With naive or resting flies, scent is mainly excitatory, inducing the insects to seek and alight on objects of appropriate colours, either yellow and white, as the colours of sweetly scented flowers most commonly suited to them, or brown and dark purple, as the colours of excrement and carrion, sometimes imitated by flowers (see Chapter 10). Sometimes scent may guide insects all the way to its source. However, with foraging flies the stimulus that elicits approach from a distance does not usually enable the insect to tell whether the flower is suitable for it. When it is close to the flower, different sensory perceptions come into play which determine whether a visit takes place. The reaction to a flower may be divided into three phases: response to a distant signal leading to approach; response to a short-range signal, leading either to alighting or flying away; and response to internal flower-signals, including the presence of food, leading to uptake of food. Sometimes alighting takes place before the response to the short-range signal. The first two stages, with a visual distant signal and an olfactory short-range signal, have been repeatedly noted in this chapter.

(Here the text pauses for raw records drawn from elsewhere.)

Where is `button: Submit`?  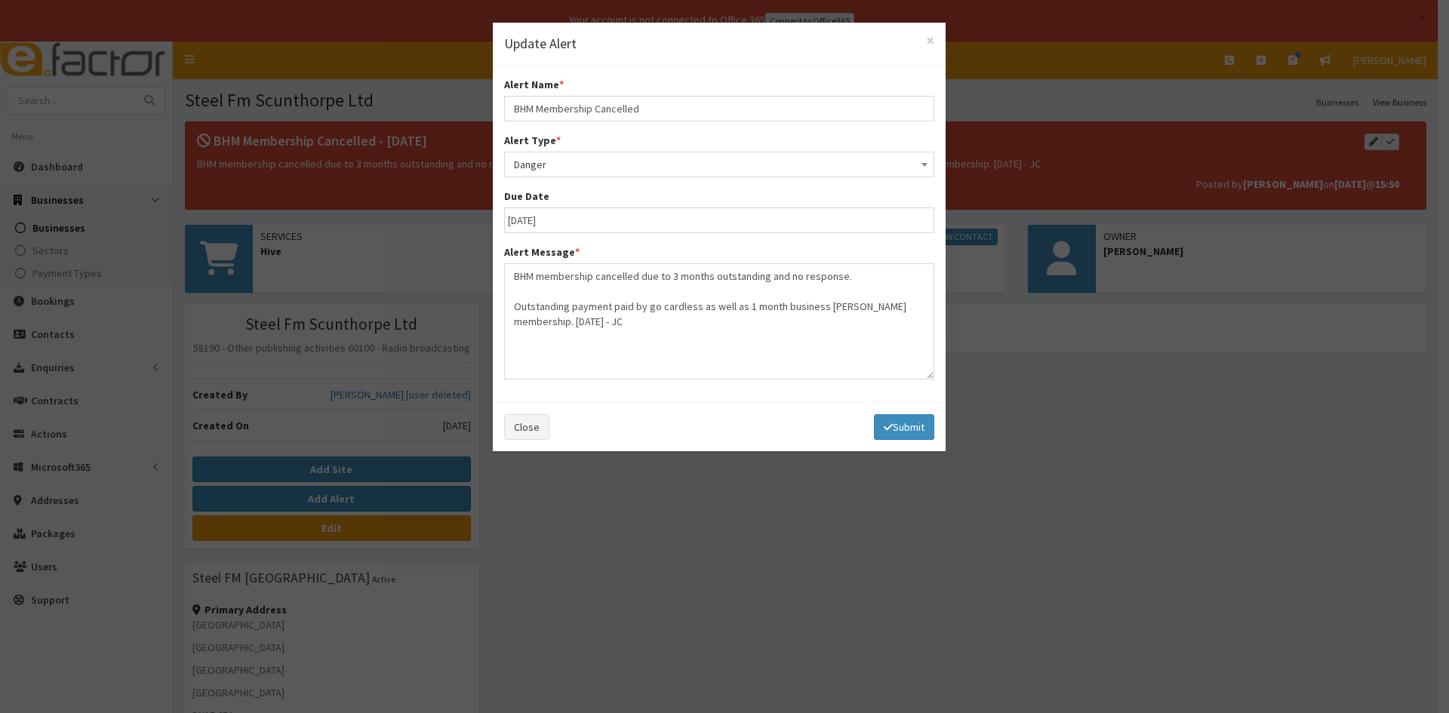
button: Submit is located at coordinates (904, 427).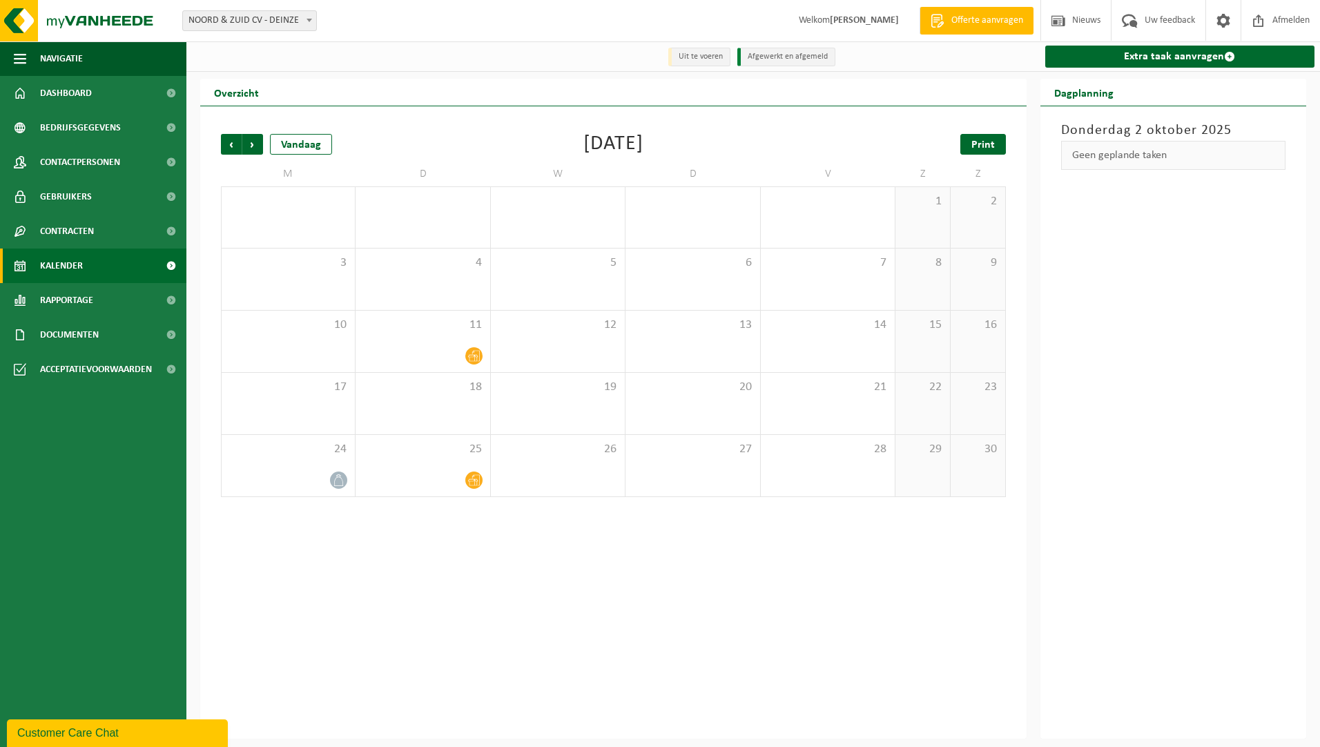  What do you see at coordinates (288, 325) in the screenshot?
I see `span: 10` at bounding box center [288, 325].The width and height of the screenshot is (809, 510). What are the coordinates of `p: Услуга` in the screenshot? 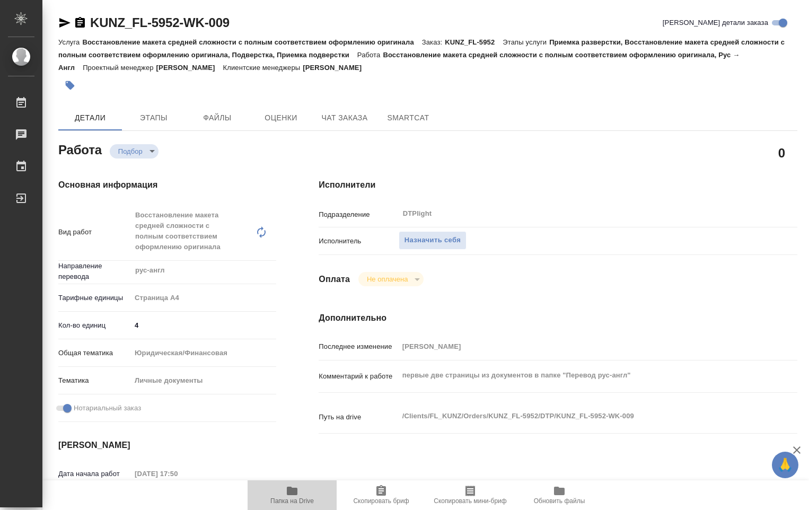 It's located at (70, 42).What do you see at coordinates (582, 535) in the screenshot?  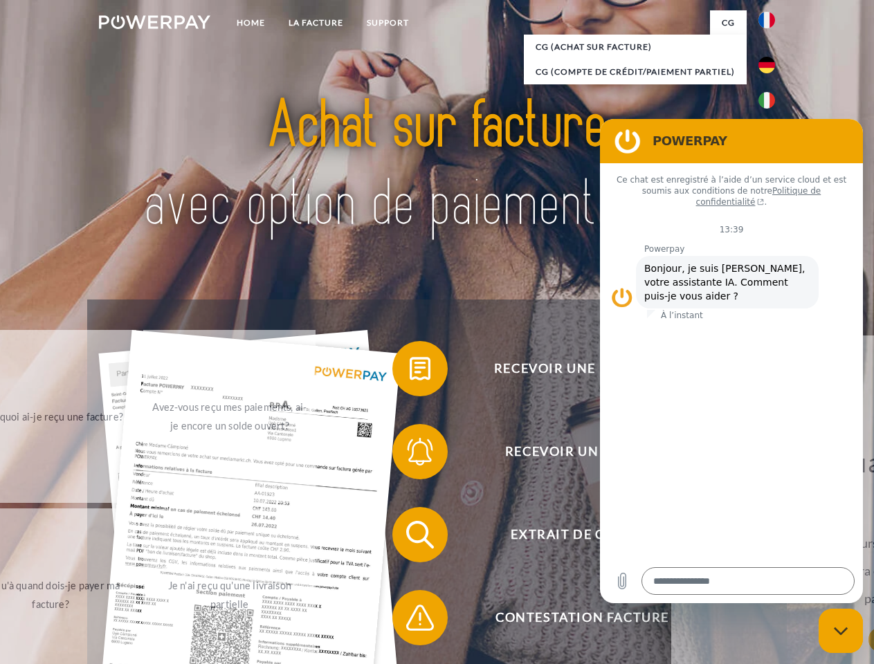 I see `span: Extrait de compte` at bounding box center [582, 535].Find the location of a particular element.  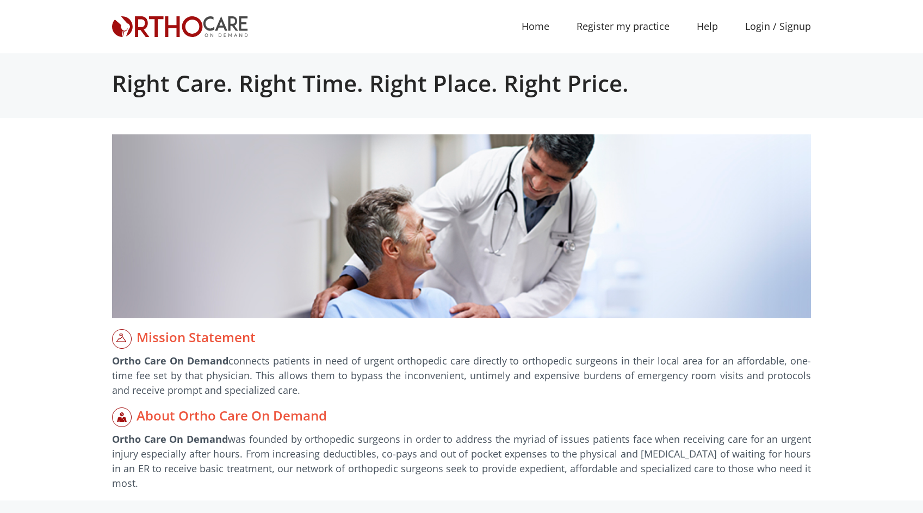

img: mission icon is located at coordinates (122, 339).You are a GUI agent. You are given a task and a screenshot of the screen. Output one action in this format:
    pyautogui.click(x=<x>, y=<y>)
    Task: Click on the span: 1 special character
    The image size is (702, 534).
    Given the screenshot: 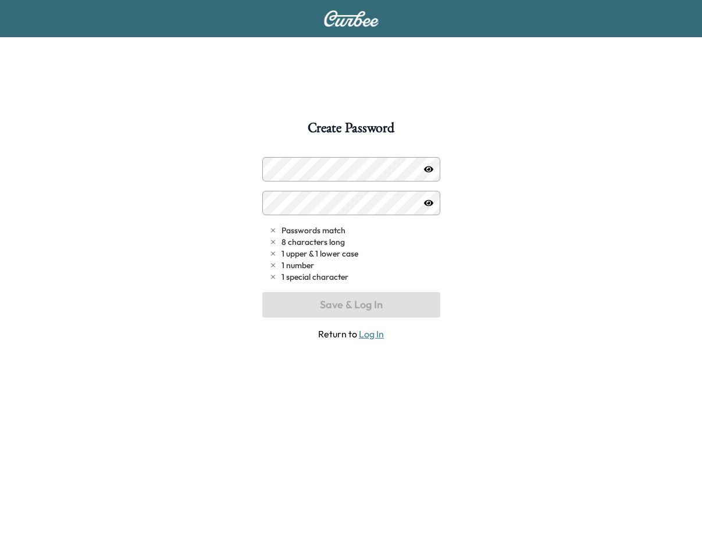 What is the action you would take?
    pyautogui.click(x=315, y=277)
    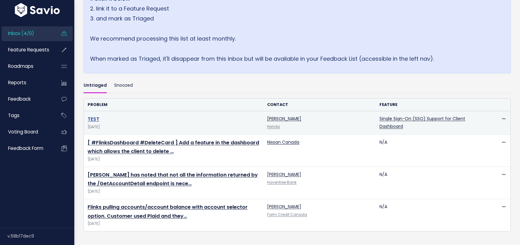 The image size is (520, 245). Describe the element at coordinates (26, 132) in the screenshot. I see `a: Voting Board` at that location.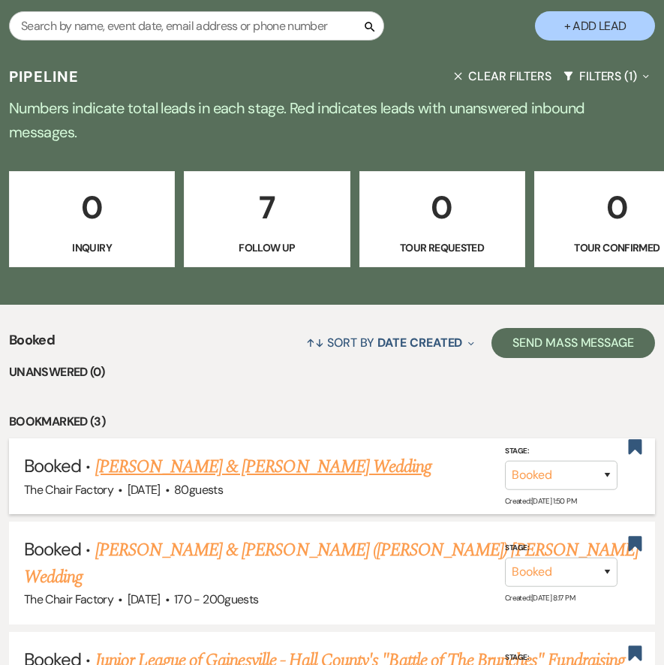 The height and width of the screenshot is (665, 664). I want to click on button: + Add Lead, so click(595, 26).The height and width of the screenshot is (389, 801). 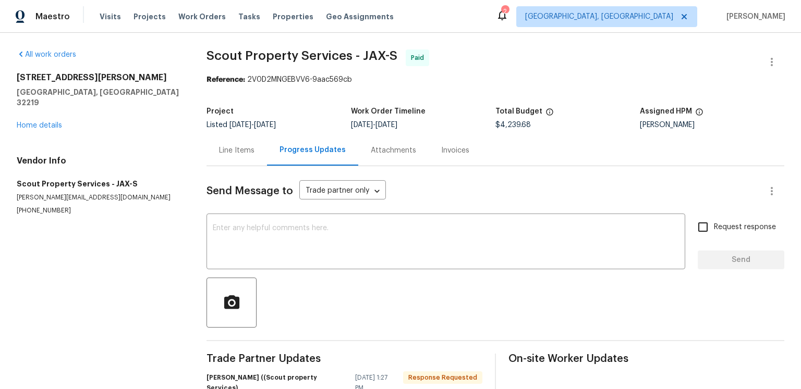 What do you see at coordinates (342, 191) in the screenshot?
I see `div: Trade partner only` at bounding box center [342, 191].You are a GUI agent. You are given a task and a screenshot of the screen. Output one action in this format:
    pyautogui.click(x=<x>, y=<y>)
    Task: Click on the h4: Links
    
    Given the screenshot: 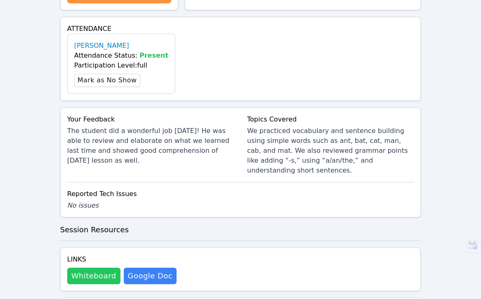 What is the action you would take?
    pyautogui.click(x=122, y=260)
     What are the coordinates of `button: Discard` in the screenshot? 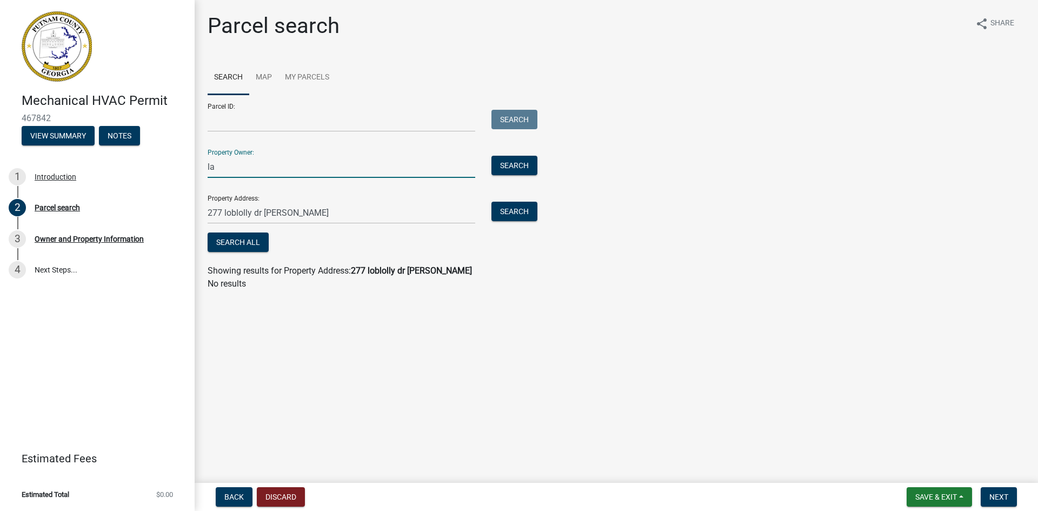 It's located at (281, 497). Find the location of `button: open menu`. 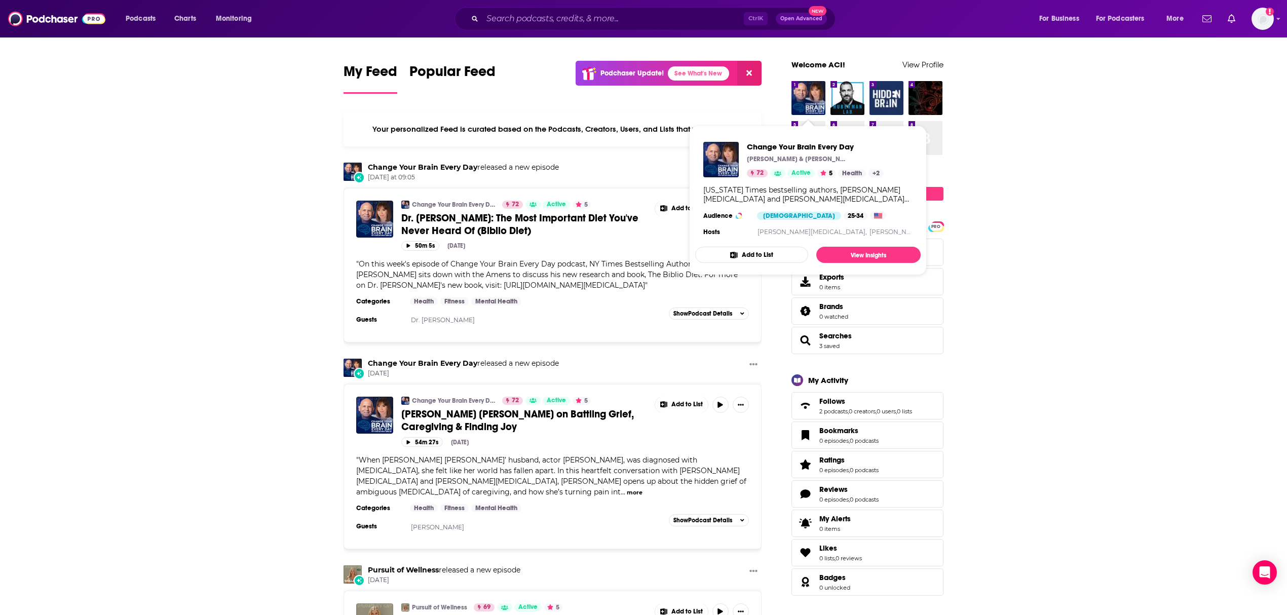

button: open menu is located at coordinates (1124, 19).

Diptera can distinguish colours when feeding, and in general tend to visit white, pink, yellow and green flowers most readily. Red-blindness is proved to exist in the blowfly (Calliphora) and the drone-fly (Eristalis tenax), and it probably occurs in the beefly as well. Visits to purple and blue flowers are commonly made only by the longer-tongued genera of the Brachycera and Cyclorrhapha, and all of these also visit flowers of other colours quite readily. The blue and purple flowers usually have more deeply seated nectar than flowers of other colours. These colour differences therefore help the insects to find the flowers most suited to them. The preferences of the insects may be inherited in some flies, for example the aversion of Bombylius fuliginosus to yellow, but learned in others (see remarks on trainability in the corresponding section of Chapter 4). Innate preferences for certain colours might be expected to have evolved once the association between particular colours and deep-seated or exposed nectar had become established.

Diptera with long tongues are scattered through the Brachycera and Cyclorrhapha; these flies can reach nectar not available to shorter-tongued insects and they show some diminution of attention to flowers with well exposed nectar. This is particularly true of Bombylius, Rhingia and Siphona and is a sign of their specialisation which has evolved independently.